Saturday, August 14, 2010

Daring Time—Pierogi

Has anyone on the west coast ever actually made pierogi before? (And is pierogi the singular/plural? Pierogies?) I mean, I definitely have not—I've never even eaten one. Which meant that for this month's Daring Kitchen challenge, we had to judge solely based on if we liked them, since we had nothing to compare them to.

The required stuff: The August 2010 Daring Cooks’ Challenge was hosted by LizG of Bits n’ Bites and Anula of Anula’s Kitchen. They chose to challenge Daring Cooks to make pierogi from scratch and an optional challenge to provide one filling that best represents their locale.

I'm going to preface this by saying I believe that anytime you roll out dough, you are baking, not cooking. And say it with me here...I don't bake. At least this was a basic flour/egg/water recipe, which is ok because it's not exact...it's totally acceptable to add a bit more water or a bit more flour. That, I can handle. In fact, I used to make pumpkin ravioli from scratch the same way (but with tomato paste in the dough)...which, really, in my opinion, these are just ravioli. Or potstickers, actually, since there's no sauce. Anyhoo...

Shall I walk you through it?

First, I made a dough from 2 cups flour, an egg, salt, and about 2/3c water. Mixed with my hands, kneaded a million times, and let sit, covered with a damp towel, for about 20 min.

Chopped some mushrooms and shallots, sauteed them, and added 2 cups of sauerkraut and a shredded carrot. Cooked that all down for 15 min or so, added salt, pepper, and cumin, and let cool.
Rolled out the dough really thin. Used a glass to cut out 2ish inch circles. Combined the scratch pieces and kneaded back together. Had I made more, I would have repeated til gone.

Put a small scoop of mixture on a dough round, folded edges together, and pressed them with a fork to seal.

Once I got down the method, it went fairly quickly, but man...I was a busy girl.

Even KittyH helped by watching while keeping my placemat warm...Bad cat! I swear, we give her free reign of the house, and she wants to be the one place we don't want her. I kick her off the table all evening long. And every time I turn around...


In a large deep sauté pan, I boiled some salted water, then dropped them in one at a time. Cooked about 7 minutes.

In another sauté pan, I heated a bit of oil and tossed in the drained pierogies. Browned a couple minutes a side.

Kinda boring, so we concocted a dipping sauce from spicy mustard, rice vinegar and a bit of light mayo.

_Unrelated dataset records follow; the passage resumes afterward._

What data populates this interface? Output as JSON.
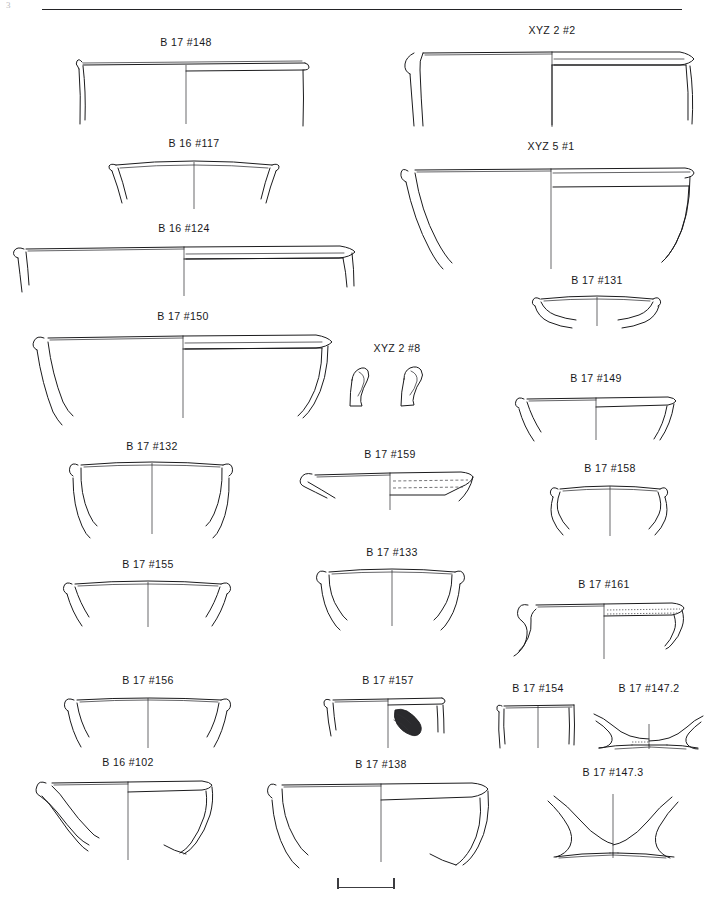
{
  "plate": {
    "title": "Archaeological pottery profile plate",
    "corner_mark": "3",
    "background_color": "#ffffff",
    "ink_color": "#1b1b1d",
    "width": 721,
    "height": 900
  },
  "top_rule": {
    "label": "header-rule",
    "x": 42,
    "y": 9,
    "width": 640
  },
  "scale_bar": {
    "label": "scale-bar",
    "x": 337,
    "y": 878,
    "width": 58,
    "tick_count": 2
  },
  "figures": [
    {
      "id": "b17-148",
      "label": "B 17 #148",
      "x": 62,
      "y": 36,
      "w": 248,
      "h": 92,
      "label_w": 248,
      "label_y": 0,
      "draw_y": 16,
      "vw": 248,
      "vh": 76,
      "rim_y": 12,
      "axis_x": 124,
      "half_w": 116,
      "notes": "wide shallow open bowl, everted rim, straight flaring wall"
    },
    {
      "id": "xyz2-2",
      "label": "XYZ 2 #2",
      "x": 402,
      "y": 24,
      "w": 300,
      "h": 105,
      "label_w": 300,
      "label_y": 0,
      "draw_y": 16,
      "vw": 300,
      "vh": 89,
      "rim_y": 14,
      "axis_x": 150,
      "half_w": 140,
      "notes": "large open bowl with thickened everted rim and interior ledge"
    },
    {
      "id": "b16-117",
      "label": "B 16 #117",
      "x": 96,
      "y": 137,
      "w": 196,
      "h": 80,
      "label_w": 196,
      "label_y": 0,
      "draw_y": 16,
      "vw": 196,
      "vh": 64,
      "rim_y": 10,
      "axis_x": 98,
      "half_w": 92,
      "notes": "small carinated bowl, incurving upper wall"
    },
    {
      "id": "xyz5-1",
      "label": "XYZ 5 #1",
      "x": 400,
      "y": 140,
      "w": 302,
      "h": 135,
      "label_w": 302,
      "label_y": 0,
      "draw_y": 17,
      "vw": 302,
      "vh": 118,
      "rim_y": 12,
      "axis_x": 151,
      "half_w": 146,
      "notes": "deep hemispherical bowl, simple rim, thick section"
    },
    {
      "id": "b16-124",
      "label": "B 16 #124",
      "x": 8,
      "y": 222,
      "w": 352,
      "h": 80,
      "label_w": 352,
      "label_y": 0,
      "draw_y": 16,
      "vw": 352,
      "vh": 64,
      "rim_y": 12,
      "axis_x": 176,
      "half_w": 170,
      "notes": "very wide shallow platter with flat rim"
    },
    {
      "id": "b17-131",
      "label": "B 17 #131",
      "x": 522,
      "y": 274,
      "w": 150,
      "h": 58,
      "label_w": 150,
      "label_y": 0,
      "draw_y": 16,
      "vw": 150,
      "vh": 42,
      "rim_y": 8,
      "axis_x": 75,
      "half_w": 60,
      "notes": "small shallow saucer fragment"
    },
    {
      "id": "b17-150",
      "label": "B 17 #150",
      "x": 26,
      "y": 310,
      "w": 314,
      "h": 112,
      "label_w": 314,
      "label_y": 0,
      "draw_y": 16,
      "vw": 314,
      "vh": 96,
      "rim_y": 12,
      "axis_x": 157,
      "half_w": 150,
      "notes": "wide deep basin, everted rim, flaring wall"
    },
    {
      "id": "xyz2-8",
      "label": "XYZ 2 #8",
      "x": 342,
      "y": 342,
      "w": 110,
      "h": 72,
      "label_w": 110,
      "label_y": 0,
      "draw_y": 22,
      "vw": 110,
      "vh": 50,
      "rim_y": 0,
      "axis_x": 55,
      "half_w": 50,
      "notes": "two small rim/base sherd fragments side by side"
    },
    {
      "id": "b17-149",
      "label": "B 17 #149",
      "x": 510,
      "y": 372,
      "w": 172,
      "h": 72,
      "label_w": 172,
      "label_y": 0,
      "draw_y": 16,
      "vw": 172,
      "vh": 56,
      "rim_y": 12,
      "axis_x": 86,
      "half_w": 80,
      "notes": "shallow bowl with flaring wall"
    },
    {
      "id": "b17-132",
      "label": "B 17 #132",
      "x": 62,
      "y": 440,
      "w": 180,
      "h": 98,
      "label_w": 180,
      "label_y": 0,
      "draw_y": 16,
      "vw": 180,
      "vh": 82,
      "rim_y": 8,
      "axis_x": 90,
      "half_w": 80,
      "notes": "deep rounded bowl, incurving profile"
    },
    {
      "id": "b17-159",
      "label": "B 17 #159",
      "x": 298,
      "y": 448,
      "w": 184,
      "h": 68,
      "label_w": 184,
      "label_y": 0,
      "draw_y": 16,
      "vw": 184,
      "vh": 52,
      "rim_y": 8,
      "axis_x": 92,
      "half_w": 84,
      "notes": "shallow dish with dashed interior decoration bands"
    },
    {
      "id": "b17-158",
      "label": "B 17 #158",
      "x": 540,
      "y": 462,
      "w": 140,
      "h": 78,
      "label_w": 140,
      "label_y": 0,
      "draw_y": 16,
      "vw": 140,
      "vh": 62,
      "rim_y": 10,
      "axis_x": 70,
      "half_w": 58,
      "notes": "small concave-walled cup"
    },
    {
      "id": "b17-155",
      "label": "B 17 #155",
      "x": 58,
      "y": 558,
      "w": 180,
      "h": 74,
      "label_w": 180,
      "label_y": 0,
      "draw_y": 16,
      "vw": 180,
      "vh": 58,
      "rim_y": 8,
      "axis_x": 90,
      "half_w": 80,
      "notes": "shallow bowl, slightly flaring rim"
    },
    {
      "id": "b17-133",
      "label": "B 17 #133",
      "x": 312,
      "y": 546,
      "w": 160,
      "h": 84,
      "label_w": 160,
      "label_y": 0,
      "draw_y": 16,
      "vw": 160,
      "vh": 68,
      "rim_y": 8,
      "axis_x": 80,
      "half_w": 72,
      "notes": "rounded bowl with slightly incurving rim"
    },
    {
      "id": "b17-161",
      "label": "B 17 #161",
      "x": 514,
      "y": 578,
      "w": 180,
      "h": 85,
      "label_w": 180,
      "label_y": 0,
      "draw_y": 16,
      "vw": 180,
      "vh": 69,
      "rim_y": 10,
      "axis_x": 90,
      "half_w": 82,
      "notes": "shallow platter with dotted rim band, grooved exterior"
    },
    {
      "id": "b17-156",
      "label": "B 17 #156",
      "x": 58,
      "y": 674,
      "w": 180,
      "h": 78,
      "label_w": 180,
      "label_y": 0,
      "draw_y": 16,
      "vw": 180,
      "vh": 62,
      "rim_y": 8,
      "axis_x": 90,
      "half_w": 80,
      "notes": "shallow bowl, near-straight wall"
    },
    {
      "id": "b17-157",
      "label": "B 17 #157",
      "x": 318,
      "y": 674,
      "w": 140,
      "h": 78,
      "label_w": 140,
      "label_y": 0,
      "draw_y": 16,
      "vw": 140,
      "vh": 62,
      "rim_y": 8,
      "axis_x": 70,
      "half_w": 62,
      "notes": "rim sherd with solid hatched spout/handle attachment"
    },
    {
      "id": "b17-154",
      "label": "B 17 #154",
      "x": 490,
      "y": 682,
      "w": 96,
      "h": 72,
      "label_w": 96,
      "label_y": 0,
      "draw_y": 16,
      "vw": 96,
      "vh": 56,
      "rim_y": 6,
      "axis_x": 48,
      "half_w": 40,
      "notes": "narrow cylindrical body sherd"
    },
    {
      "id": "b17-147-2",
      "label": "B 17 #147.2",
      "x": 590,
      "y": 682,
      "w": 118,
      "h": 72,
      "label_w": 118,
      "label_y": 0,
      "draw_y": 20,
      "vw": 118,
      "vh": 52,
      "rim_y": 0,
      "axis_x": 59,
      "half_w": 52,
      "notes": "low ring base profile"
    },
    {
      "id": "b16-102",
      "label": "B 16 #102",
      "x": 32,
      "y": 756,
      "w": 192,
      "h": 108,
      "label_w": 192,
      "label_y": 0,
      "draw_y": 16,
      "vw": 192,
      "vh": 92,
      "rim_y": 10,
      "axis_x": 96,
      "half_w": 86,
      "notes": "deep bowl with carinated lower body"
    },
    {
      "id": "b17-138",
      "label": "B 17 #138",
      "x": 266,
      "y": 758,
      "w": 230,
      "h": 108,
      "label_w": 230,
      "label_y": 0,
      "draw_y": 16,
      "vw": 230,
      "vh": 92,
      "rim_y": 10,
      "axis_x": 115,
      "half_w": 108,
      "notes": "large deep basin with rolled rim"
    },
    {
      "id": "b17-147-3",
      "label": "B 17 #147.3",
      "x": 530,
      "y": 766,
      "w": 166,
      "h": 98,
      "label_w": 166,
      "label_y": 0,
      "draw_y": 20,
      "vw": 166,
      "vh": 78,
      "rim_y": 0,
      "axis_x": 83,
      "half_w": 76,
      "notes": "splayed pedestal / ring base profile"
    }
  ]
}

And...drumroll...the review:

Pammy: So? I think it's like a Russian Potsticker.
Hubby: yeah, the only difference is the dipping sauce.
Pammy: Well, yeah, but that was spur of the moment, it wasn't part of the recipe.
Hubby: It works, it's what goes...they're tasty. If you made these for a football fantasy draft party, the plate would be empty.
Pammy:....is that your way of telling me the draft is at our house this year?
Hubby: nooo...it's my way of asking you. Look at your thumbs go...are you writing all this?
Pammy: Oh, I have to get this.
Hubby: Ok...well...all the dough rolling, I mean, you could have used wonton wrappers.
Pammy: I knooow, I wasn't allowed to.
Hubby: ....who wants to do that?
Pammy: Not me. Back to the original question. I thought they were good, but not worth the time to make them. Not that good.
Hubby: At least we've expanded culturally...I always think of them more like a calzone, so I'm surprised they're so small...you should have made some big ones...one meat, one cheese, one sweet, and one wildcard. Dominate that challenge, damnit!!

Yeah, I'll get right on that. So final verdict: Good experience, but I never need to make them again. And if I do...I'm doing meat and cheese, not sauerkraut. Or a sweet one. With wonton wrappers.